For those of you who are also looking for this. Actually it is not exactly what I wanted in the question but it works perfectly for my requirements.
What I do is essentially signing some data, not the transaction, and then retrieving the data from the smart contract, so it is basically the same.
For the geth verify and check signatures, this is the code:
function sign(address, value){
var hash = web3.sha3(value.toString());
var sig = web3.eth.sign(address, hash)
//var result = personal.ecRecover(h, "0x"+sig)

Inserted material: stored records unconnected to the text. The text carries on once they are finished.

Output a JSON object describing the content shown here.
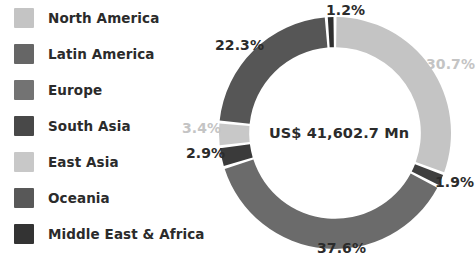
{
  "legend": {
    "items": [
      {
        "label": "North America",
        "color": "#c4c4c4"
      },
      {
        "label": "Latin America",
        "color": "#666666"
      },
      {
        "label": "Europe",
        "color": "#737373"
      },
      {
        "label": "South Asia",
        "color": "#484848"
      },
      {
        "label": "East Asia",
        "color": "#c8c8c8"
      },
      {
        "label": "Oceania",
        "color": "#585858"
      },
      {
        "label": "Middle East & Africa",
        "color": "#333333"
      }
    ]
  },
  "center": {
    "value_label": "US$ 41,602.7 Mn"
  },
  "labels": {
    "north_america": "30.7%",
    "south_asia": "1.9%",
    "latin_america": "37.6%",
    "middle_east_africa_left": "2.9%",
    "east_asia": "3.4%",
    "oceania": "22.3%",
    "middle_east_africa_top": "1.2%"
  },
  "chart_data": {
    "type": "pie",
    "title": "",
    "subtitle": "",
    "center_text": "US$ 41,602.7 Mn",
    "donut": true,
    "inner_radius_ratio": 0.74,
    "start_angle_deg": -90,
    "direction": "clockwise",
    "legend_position": "left",
    "grid": false,
    "units": "percent",
    "total_value": "US$ 41,602.7 Mn",
    "categories": [
      "North America",
      "South Asia",
      "Latin America",
      "Middle East & Africa",
      "East Asia",
      "Oceania",
      "Middle East & Africa"
    ],
    "slices": [
      {
        "name": "North America",
        "value": 30.7,
        "label": "30.7%",
        "color": "#c4c4c4",
        "label_color": "#c4c4c4"
      },
      {
        "name": "South Asia",
        "value": 1.9,
        "label": "1.9%",
        "color": "#3f3f3f",
        "label_color": "#2b2b2b"
      },
      {
        "name": "Latin America",
        "value": 37.6,
        "label": "37.6%",
        "color": "#6b6b6b",
        "label_color": "#2b2b2b"
      },
      {
        "name": "Middle East & Africa",
        "value": 2.9,
        "label": "2.9%",
        "color": "#3a3a3a",
        "label_color": "#2b2b2b"
      },
      {
        "name": "East Asia",
        "value": 3.4,
        "label": "3.4%",
        "color": "#c8c8c8",
        "label_color": "#c4c4c4"
      },
      {
        "name": "Oceania",
        "value": 22.3,
        "label": "22.3%",
        "color": "#565656",
        "label_color": "#2b2b2b"
      },
      {
        "name": "Middle East & Africa",
        "value": 1.2,
        "label": "1.2%",
        "color": "#2f2f2f",
        "label_color": "#2b2b2b"
      }
    ],
    "values": [
      30.7,
      1.9,
      37.6,
      2.9,
      3.4,
      22.3,
      1.2
    ]
  }
}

// send to user => value, address, result
return [hash,sig];
}
function rsv_generate(signature){
signature = signature.slice(2);
var r = '0x' + signature.slice(0, 64);
var s = '0x' + signature.slice(64, 128);
var v = web3.toDecimal(parseInt("0x"+signature.slice(128,130))); // must be +27 of not 28 or 27
return [r,s,v]
}
function verify(message, hash, signature, address) {
var hashed_message = web3.sha3(message.toString());
var signer_address = personal.ecRecover(hash,signature);
return (hashed_message == hash) && (signer_address == address);
}
function verify(message, result, address) {
var hash = result[0];
var signature = result[1]
var hashed_message = web3.sha3(message.toString());
var signer_address = personal.ecRecover(hash,signature);
return (hashed_message == hash) && (signer_address == address);
}
Then, in the solidity code, the same check as offline can be done in the following way:
pragma solidity ^0.4.19;
contract chargingContract {
function verify(string message, address p, bytes32 hash, uint8 v, bytes32 r, bytes32 s) pure public returns(bool) {
bytes memory prefix = "\x19Ethereum Signed Message:\n32"; //necessary in Solidity as of 0.4.19
bytes32 prefixedHash = keccak256(prefix, hash);
bytes32 hashedMessage = sha3(message);
return ecrecover(prefixedHash, v, r, s) == p && hashedMessage == hash;
}
}
I'm also not a Rust programmer, so someone will probably have a better answer, but have a look in Parity's keypair.rs
, which itself uses rust-secp256k1
.
Of interest is probably the KeyPair
implementation.
impl KeyPair {
/// Create a pair from secret key
pub fn from_secret(secret: Secret) -> Result<KeyPair, Error> {
let context = &SECP256K1;
let s: key::SecretKey = key::SecretKey::from_slice(context, &secret[..])?;
let pub_key = key::PublicKey::from_secret_key(context, &s)?;
let serialized = pub_key.serialize_vec(context, false);
let mut public = Public::default();
public.copy_from_slice(&serialized[1..65]);
let keypair = KeyPair {
secret: secret,
public: public,
};
Ok(keypair)
}
...
Best Answer
There is a package for this called ethereum-tx-sign on crates.io. It provides a
RawTransaction
structure with asign
method. It doesn't have any dependency on web3 and you can sign the transactions offline.